"If Global Warming is Real, Then Why Is It So Cold?" asks Pierce Nahigyan. Short answer: because weather and climate aren't the same thing. Only slightly longer answer: average temperatures are going up (just as extreme weather events are increasing in frequency), but that doesn't mean it's supposed to be 72 degrees in New England in January, any more than accepting evolution requires us to accept that somewhere a monkey is turning into a human as we speak. Another way of putting it: what's in front of your face is not the whole world.
Justice Department files civil lawsuit against ex-Halliburton subsidiary and two other corporations for some of the, ah, work they did for our Army in Iraq. Said "work" included using a refrigerated trailer as a morgue freezer and as a potable ice freezer without cleaning in between. Enjoy that cola, brave soldiers! One question: why not have the Army freeze its own ice, rather than use a private contractor?
Julia Angwin helps you stop at least some data brokers from collecting all your personal information and selling it to other corporations. You know, so grieving parents don't get emails the week after their child dies, because that kind of stuff happens -- or just so that private corporations (not to mention identity thieves!) don't know every damn thing about you. It's not paranoia, it's privacy.
Good news, everyone! Shell Oil Co. is abandoning plans to drill in the Arctic for 2014. About this time last year, they were abandoning plans to drill in 2013, at least in part because they had some, er, troubles drilling in the cold; this year they're facing some financial reversals and, of course, the Ninth Circuit's ruling that our government had improperly sold drilling leases in the Arctic (during Tha Bush Mobb's rule, what a big surprise). But I'm sure the adverse PR coming from good folks like us had something to do with it, too.
Finally, more good news: Newark, NJ passes a paid sick leave law, mandating that businesses with more than 10 employees grant five paid days off a year. Newark becomes the second New Jersey municipality (after Jersey City), and seventh nationwide, to pass a paid sick leave law. But am I the only one wondering if a Mayor Cory Booker would've vetoed it? (He praised the law after it passed, but he's a Senator now, in a Congress that's won't get that bill done.)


▶ TASK OBJECTIVE
Before repeating the entries below, strip out every picture and keep all else as it is.

Start of STORED DATA

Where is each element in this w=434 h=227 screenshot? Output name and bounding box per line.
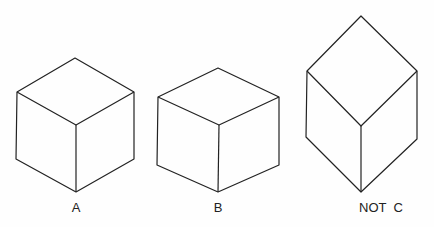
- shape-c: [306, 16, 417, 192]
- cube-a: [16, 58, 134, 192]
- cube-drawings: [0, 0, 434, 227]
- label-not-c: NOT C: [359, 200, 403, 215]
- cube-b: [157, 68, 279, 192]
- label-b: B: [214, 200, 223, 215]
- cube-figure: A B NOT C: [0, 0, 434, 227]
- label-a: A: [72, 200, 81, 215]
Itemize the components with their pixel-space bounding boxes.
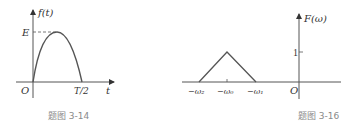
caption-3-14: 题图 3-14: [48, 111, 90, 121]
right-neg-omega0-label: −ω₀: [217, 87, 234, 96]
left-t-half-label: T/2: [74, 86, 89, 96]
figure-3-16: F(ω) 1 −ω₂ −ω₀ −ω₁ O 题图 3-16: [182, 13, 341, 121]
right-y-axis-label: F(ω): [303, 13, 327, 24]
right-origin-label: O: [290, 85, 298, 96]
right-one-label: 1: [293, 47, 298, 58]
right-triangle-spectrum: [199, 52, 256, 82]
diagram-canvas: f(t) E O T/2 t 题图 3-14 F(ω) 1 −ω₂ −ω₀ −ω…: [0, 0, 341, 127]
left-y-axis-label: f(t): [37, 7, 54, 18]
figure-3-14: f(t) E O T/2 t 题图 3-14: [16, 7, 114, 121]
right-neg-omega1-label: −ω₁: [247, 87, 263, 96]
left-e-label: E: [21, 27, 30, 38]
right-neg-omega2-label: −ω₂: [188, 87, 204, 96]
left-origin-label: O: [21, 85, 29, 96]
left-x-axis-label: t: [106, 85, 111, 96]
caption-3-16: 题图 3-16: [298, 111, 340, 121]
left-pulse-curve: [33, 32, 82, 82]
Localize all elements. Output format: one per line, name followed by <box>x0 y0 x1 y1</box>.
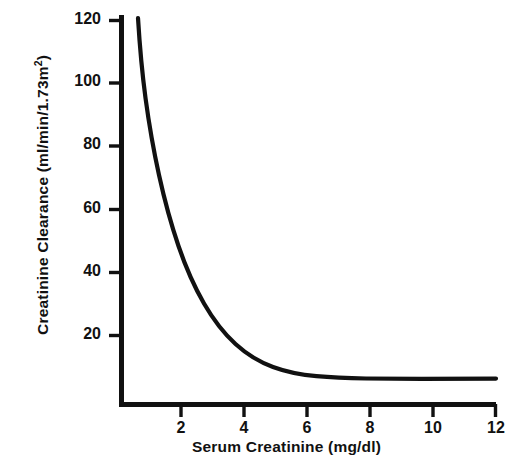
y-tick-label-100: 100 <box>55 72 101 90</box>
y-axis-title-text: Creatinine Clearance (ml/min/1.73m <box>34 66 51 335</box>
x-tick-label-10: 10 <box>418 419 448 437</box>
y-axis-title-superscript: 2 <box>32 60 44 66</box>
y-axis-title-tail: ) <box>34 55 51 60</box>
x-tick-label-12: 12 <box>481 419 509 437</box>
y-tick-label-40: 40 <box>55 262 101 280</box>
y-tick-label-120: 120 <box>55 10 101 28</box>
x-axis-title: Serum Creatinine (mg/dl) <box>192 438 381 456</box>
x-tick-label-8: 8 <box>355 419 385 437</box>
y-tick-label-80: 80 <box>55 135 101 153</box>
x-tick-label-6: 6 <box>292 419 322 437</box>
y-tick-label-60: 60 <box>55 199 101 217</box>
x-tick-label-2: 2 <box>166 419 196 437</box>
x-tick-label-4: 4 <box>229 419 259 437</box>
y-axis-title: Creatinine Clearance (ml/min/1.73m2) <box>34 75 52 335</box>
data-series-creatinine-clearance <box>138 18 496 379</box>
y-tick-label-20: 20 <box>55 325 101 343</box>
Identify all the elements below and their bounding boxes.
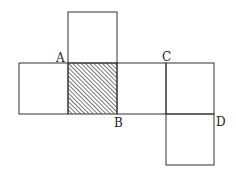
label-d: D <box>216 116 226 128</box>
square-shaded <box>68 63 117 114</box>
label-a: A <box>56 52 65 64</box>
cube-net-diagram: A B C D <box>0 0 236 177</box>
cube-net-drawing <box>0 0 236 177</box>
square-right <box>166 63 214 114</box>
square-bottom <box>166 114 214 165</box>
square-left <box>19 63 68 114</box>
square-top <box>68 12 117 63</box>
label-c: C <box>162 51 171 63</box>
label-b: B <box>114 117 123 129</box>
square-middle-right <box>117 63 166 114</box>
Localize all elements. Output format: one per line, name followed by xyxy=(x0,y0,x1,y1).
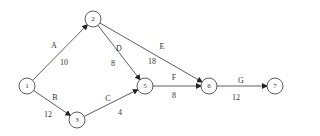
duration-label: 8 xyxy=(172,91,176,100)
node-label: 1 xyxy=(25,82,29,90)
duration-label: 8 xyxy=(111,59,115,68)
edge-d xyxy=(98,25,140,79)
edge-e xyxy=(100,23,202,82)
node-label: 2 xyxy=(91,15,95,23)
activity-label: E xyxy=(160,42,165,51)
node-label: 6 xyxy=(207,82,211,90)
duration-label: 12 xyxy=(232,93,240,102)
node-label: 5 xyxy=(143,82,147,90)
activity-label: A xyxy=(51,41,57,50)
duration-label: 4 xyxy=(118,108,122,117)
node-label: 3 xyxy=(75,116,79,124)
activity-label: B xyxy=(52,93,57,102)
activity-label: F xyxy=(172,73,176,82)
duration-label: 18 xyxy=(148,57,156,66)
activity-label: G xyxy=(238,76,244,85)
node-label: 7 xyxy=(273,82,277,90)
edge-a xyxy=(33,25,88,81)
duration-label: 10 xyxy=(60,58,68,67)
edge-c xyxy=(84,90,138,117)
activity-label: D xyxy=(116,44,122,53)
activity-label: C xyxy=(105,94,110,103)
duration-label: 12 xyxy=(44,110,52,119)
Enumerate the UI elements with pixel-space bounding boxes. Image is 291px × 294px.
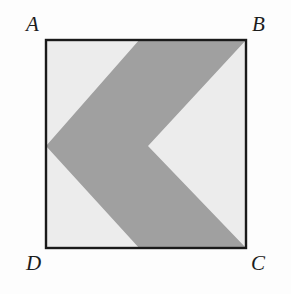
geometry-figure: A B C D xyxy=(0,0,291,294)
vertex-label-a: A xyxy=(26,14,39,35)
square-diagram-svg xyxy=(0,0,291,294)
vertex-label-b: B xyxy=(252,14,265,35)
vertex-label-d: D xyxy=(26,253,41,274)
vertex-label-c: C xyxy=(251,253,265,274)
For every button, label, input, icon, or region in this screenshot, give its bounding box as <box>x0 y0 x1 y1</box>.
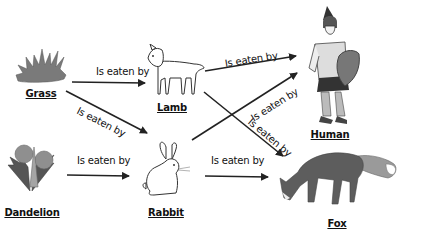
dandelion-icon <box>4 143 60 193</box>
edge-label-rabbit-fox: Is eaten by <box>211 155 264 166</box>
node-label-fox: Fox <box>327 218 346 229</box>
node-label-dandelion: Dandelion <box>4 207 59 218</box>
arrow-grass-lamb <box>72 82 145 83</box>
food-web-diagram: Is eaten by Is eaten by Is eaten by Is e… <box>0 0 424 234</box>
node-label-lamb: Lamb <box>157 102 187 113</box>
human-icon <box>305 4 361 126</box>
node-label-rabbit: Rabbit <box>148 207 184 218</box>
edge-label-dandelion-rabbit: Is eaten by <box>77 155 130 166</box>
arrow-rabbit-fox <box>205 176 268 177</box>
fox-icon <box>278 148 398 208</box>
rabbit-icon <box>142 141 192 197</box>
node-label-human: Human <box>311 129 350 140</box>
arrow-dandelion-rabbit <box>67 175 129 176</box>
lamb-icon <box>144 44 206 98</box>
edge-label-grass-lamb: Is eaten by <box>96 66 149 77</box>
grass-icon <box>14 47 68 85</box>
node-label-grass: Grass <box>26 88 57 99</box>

End of STORED DATA

▶ WRITTEN ANSWER
Where is each element in this w=434 h=227 screenshot? Output name and bounding box per line.
- shape-c: [306, 16, 417, 192]
- cube-a: [16, 58, 134, 192]
- cube-drawings: [0, 0, 434, 227]
- label-not-c: NOT C: [359, 200, 403, 215]
- cube-b: [157, 68, 279, 192]
- label-b: B: [214, 200, 223, 215]
- cube-figure: A B NOT C: [0, 0, 434, 227]
- label-a: A: [72, 200, 81, 215]
Itemize the components with their pixel-space bounding boxes.
caption-3-14: 题图 3-14: [48, 111, 90, 121]
right-neg-omega0-label: −ω₀: [217, 87, 234, 96]
left-t-half-label: T/2: [74, 86, 89, 96]
figure-3-16: F(ω) 1 −ω₂ −ω₀ −ω₁ O 题图 3-16: [182, 13, 341, 121]
right-y-axis-label: F(ω): [303, 13, 327, 24]
right-origin-label: O: [290, 85, 298, 96]
right-one-label: 1: [293, 47, 298, 58]
right-triangle-spectrum: [199, 52, 256, 82]
diagram-canvas: f(t) E O T/2 t 题图 3-14 F(ω) 1 −ω₂ −ω₀ −ω…: [0, 0, 341, 127]
left-y-axis-label: f(t): [37, 7, 54, 18]
figure-3-14: f(t) E O T/2 t 题图 3-14: [16, 7, 114, 121]
right-neg-omega1-label: −ω₁: [247, 87, 263, 96]
left-e-label: E: [21, 27, 30, 38]
right-neg-omega2-label: −ω₂: [188, 87, 204, 96]
left-origin-label: O: [21, 85, 29, 96]
left-x-axis-label: t: [106, 85, 111, 96]
caption-3-16: 题图 3-16: [298, 111, 340, 121]
left-pulse-curve: [33, 32, 82, 82]
Localize all elements. Output format: one per line, name followed by <box>x0 y0 x1 y1</box>.
y-tick-label-100: 100 <box>55 72 101 90</box>
y-axis-title-text: Creatinine Clearance (ml/min/1.73m <box>34 66 51 335</box>
x-tick-label-10: 10 <box>418 419 448 437</box>
y-axis-title-superscript: 2 <box>32 60 44 66</box>
y-axis-title-tail: ) <box>34 55 51 60</box>
x-tick-label-12: 12 <box>481 419 509 437</box>
y-tick-label-40: 40 <box>55 262 101 280</box>
y-tick-label-120: 120 <box>55 10 101 28</box>
x-axis-title: Serum Creatinine (mg/dl) <box>192 438 381 456</box>
x-tick-label-8: 8 <box>355 419 385 437</box>
y-tick-label-80: 80 <box>55 135 101 153</box>
x-tick-label-6: 6 <box>292 419 322 437</box>
y-tick-label-60: 60 <box>55 199 101 217</box>
x-tick-label-2: 2 <box>166 419 196 437</box>
x-tick-label-4: 4 <box>229 419 259 437</box>
y-axis-title: Creatinine Clearance (ml/min/1.73m2) <box>34 75 52 335</box>
data-series-creatinine-clearance <box>138 18 496 379</box>
y-tick-label-20: 20 <box>55 325 101 343</box>
Identify all the elements below and their bounding boxes.
label-d: D <box>216 116 226 128</box>
square-shaded <box>68 63 117 114</box>
label-a: A <box>56 52 65 64</box>
cube-net-diagram: A B C D <box>0 0 236 177</box>
cube-net-drawing <box>0 0 236 177</box>
square-right <box>166 63 214 114</box>
square-bottom <box>166 114 214 165</box>
square-left <box>19 63 68 114</box>
square-top <box>68 12 117 63</box>
label-c: C <box>162 51 171 63</box>
label-b: B <box>114 117 123 129</box>
square-middle-right <box>117 63 166 114</box>
Localize all elements. Output format: one per line, name followed by xyxy=(x0,y0,x1,y1).
duration-label: 8 xyxy=(172,91,176,100)
node-label: 1 xyxy=(25,82,29,90)
duration-label: 8 xyxy=(111,59,115,68)
edge-d xyxy=(98,25,140,79)
edge-e xyxy=(100,23,202,82)
node-label: 2 xyxy=(91,15,95,23)
activity-label: E xyxy=(160,42,165,51)
node-label: 6 xyxy=(207,82,211,90)
duration-label: 12 xyxy=(232,93,240,102)
node-label: 5 xyxy=(143,82,147,90)
activity-label: A xyxy=(51,41,57,50)
duration-label: 4 xyxy=(118,108,122,117)
node-label: 3 xyxy=(75,116,79,124)
activity-label: B xyxy=(52,93,57,102)
activity-label: F xyxy=(172,73,176,82)
duration-label: 18 xyxy=(148,57,156,66)
activity-label: G xyxy=(238,76,244,85)
node-label: 7 xyxy=(273,82,277,90)
edge-a xyxy=(33,25,88,81)
duration-label: 10 xyxy=(60,58,68,67)
edge-c xyxy=(84,90,138,117)
activity-label: D xyxy=(116,44,122,53)
activity-label: C xyxy=(105,94,110,103)
duration-label: 12 xyxy=(44,110,52,119)
Enumerate the UI elements with pixel-space bounding boxes. Image is 291px × 294px.
geometry-figure: A B C D xyxy=(0,0,291,294)
vertex-label-a: A xyxy=(26,14,39,35)
square-diagram-svg xyxy=(0,0,291,294)
vertex-label-b: B xyxy=(252,14,265,35)
vertex-label-d: D xyxy=(26,253,41,274)
vertex-label-c: C xyxy=(251,253,265,274)
For every button, label, input, icon, or region in this screenshot, give its bounding box as <box>x0 y0 x1 y1</box>.
dandelion-icon <box>4 143 60 193</box>
edge-label-rabbit-fox: Is eaten by <box>211 155 264 166</box>
node-label-fox: Fox <box>327 218 346 229</box>
node-label-dandelion: Dandelion <box>4 207 59 218</box>
arrow-grass-lamb <box>72 82 145 83</box>
food-web-diagram: Is eaten by Is eaten by Is eaten by Is e… <box>0 0 424 234</box>
node-label-lamb: Lamb <box>157 102 187 113</box>
human-icon <box>305 4 361 126</box>
node-label-rabbit: Rabbit <box>148 207 184 218</box>
edge-label-dandelion-rabbit: Is eaten by <box>77 155 130 166</box>
arrow-rabbit-fox <box>205 176 268 177</box>
fox-icon <box>278 148 398 208</box>
rabbit-icon <box>142 141 192 197</box>
node-label-human: Human <box>311 129 350 140</box>
arrow-dandelion-rabbit <box>67 175 129 176</box>
lamb-icon <box>144 44 206 98</box>
edge-label-grass-lamb: Is eaten by <box>96 66 149 77</box>
grass-icon <box>14 47 68 85</box>
node-label-grass: Grass <box>26 88 57 99</box>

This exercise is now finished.